Last updated: Nov 17, 2025, 05:25 PM UTC

Sidebar Menu Rebuild Plan

This document outlines how we will restart the chat-folder effort without repeating the regressions introduced during the previous attempt. The roadmap deliberately stages the work so we regain stability first, re-establish clean primitives, then add the new UI capabilities in isolation before cutting over.

Goals

  • Restore the production-quality sidebar exactly as it behaved before folder prototyping.
  • Refactor the baseline menu so it owns a single data source, well-defined reducers, and test coverage.
  • Ship the new folder-capable experience as an opt-in surface that can be dogfooded without risking the main navigation.
  • Define objective exit criteria (tests, performance, rollback guardrails) before swapping the legacy menu out.

Step 1 — Revert To The Last Known-Good Menu

Purpose: Eliminate the regressions (extra renders, race conditions, layout drift) by going back to the previously stable implementation.

  • Remove NewSidebarPreview from the render tree and disable all layout hydration/persistence hooks in ProjectContextV2.
  • Delete/disable the incremental layout CRUD endpoints from the client bundle; keep the SQLite table/data for future reuse but stop reading it during bootstrap.
  • Re-enable the canonical project list as the only source for ordering, selection, and state. Feature flag VITE_ENABLE_NEW_SIDEBAR_PREVIEW should default to false everywhere and gate any code path that still references layout data.
  • Verification:
    • Run the existing regression suite (npm run test, Cypress smoke if available).
    • Manual QA for project selection, session navigation, rename/delete flows, hotkeys.
    • Profile sidebar render counts to confirm parity with pre-folder baselines.

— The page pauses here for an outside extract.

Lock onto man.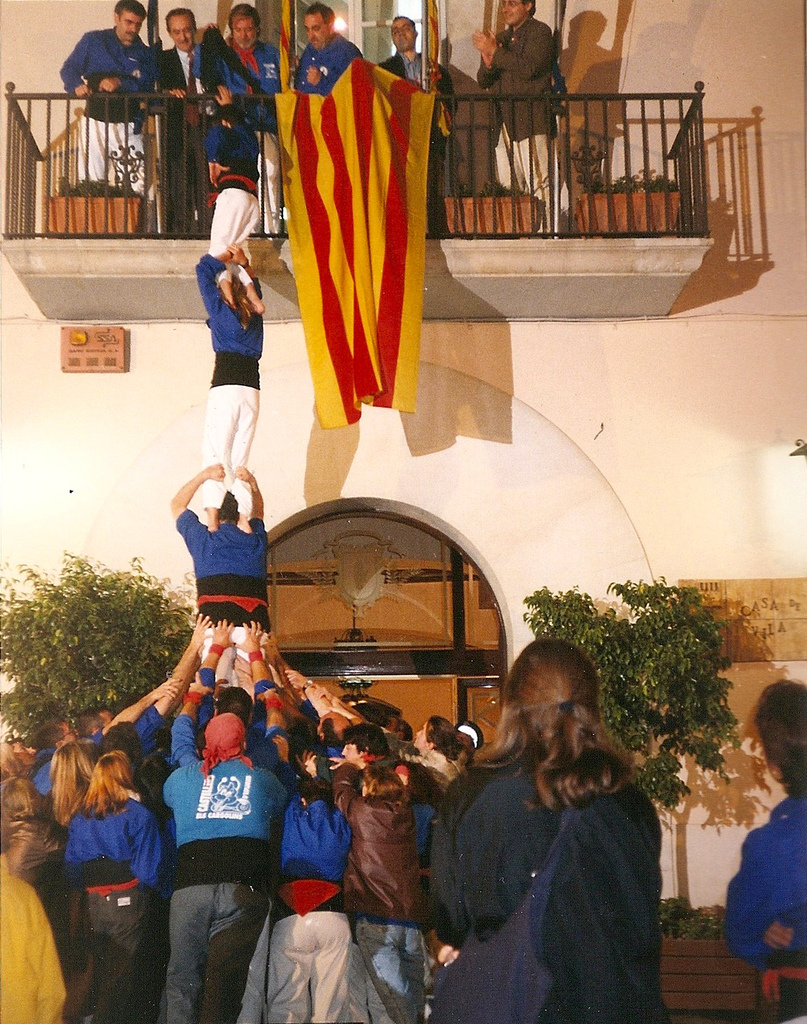
Locked: Rect(52, 0, 162, 215).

Deliverable: A minimal diff that removes the folder UI while keeping the repo buildable and tests green.

Step 2 — Refactor & Harden The Legacy Menu (Same UX)

Purpose: Apply the architectural lessons while behavior remains unchanged.

  • Single source of truth: move project list derivation into a dedicated reducer slice with typed actions; prohibit components from mutating layout-like state directly or relying on window.* shims.
  • Server bootstrap ownership: ensure only the server seeds layout/project metadata. The client should never fall back to hard-coded defaults; add guardrails to fail loud if the API responds unexpectedly.
  • State/test hygiene:
    • Add unit tests for the reducer (project ordering, selection, websocket updates).
    • Add integration tests that load the sidebar with mocked project responses to catch regressions automatically.
  • Performance cleanup: strip console logging/debug-only helpers from hot paths, memoize expensive selectors, and document expected render counts.

Deliverable: Refactored legacy sidebar + context with tests proving existing functionality, ready to be extended.

Step 3 — Build The Next-Gen Menu In Parallel

Purpose: Implement the folder-capable UI as a second, isolated component that consumes the refactored primitives from Step 2.

  • Create a new module (e.g., sidebar/NewSidebarTree.tsx) that only talks to the reducer/api layer via typed commands (layout.load, layout.reorder, etc.).
  • Reintroduce layout APIs through a focused hook (useLayoutStore) that owns optimistic updates, websocket fan-out, and persistence debouncing. The hook must serialize writes and surface rollback callbacks so UI code stays declarative.
  • Implement the documented UX features: drag/drop folders, inline composers, rename/delete with optimistic state, conversation list rendering, expand/collapse controls.
  • Instrument the component with Storybook or visual regression tests to exercise interactions without touching the production sidebar.
  • Wire the component behind a dedicated flag (env + server-config), rendering it in an isolated preview panel for internal users. Legacy sidebar remains the primary navigation.

Deliverable: A fully functional second menu that can be toggled on independently, backed by automated tests and protected behind configuration.

Step 4 — Validate, Cut Over, And Retire The Legacy Menu

Purpose: Graduate the new menu to production once it proves parity and reliability.

  • Dogfood & QA: run the new menu in staged environments, execute the full feature matrix (create, rename, delete, drag, websocket updates, error handling), and document any behavioral deltas.
  • Performance sign-off: compare render counts, bundle size, and latency against the legacy baseline. Add metrics dashboards if needed.
  • Flag strategy: support gradual rollout (e.g., per-workspace toggle) with the ability to revert instantly.
  • Cleanup: when the new UI meets acceptance criteria, remove the legacy sidebar, dead flags, and unused reducer paths. Keep the layout store + tests as the single path forward.

Deliverable: New sidebar enabled by default, legacy code removed, and rollback plan documented.


Following these four steps ensures we regain a clean base, avoid dual sources of truth, and only reintroduce the folder experience once it is isolated, tested, and easy to reason about. Each stage should land as its own PR with clear verification notes so we can stop or roll back without jeopardizing stability.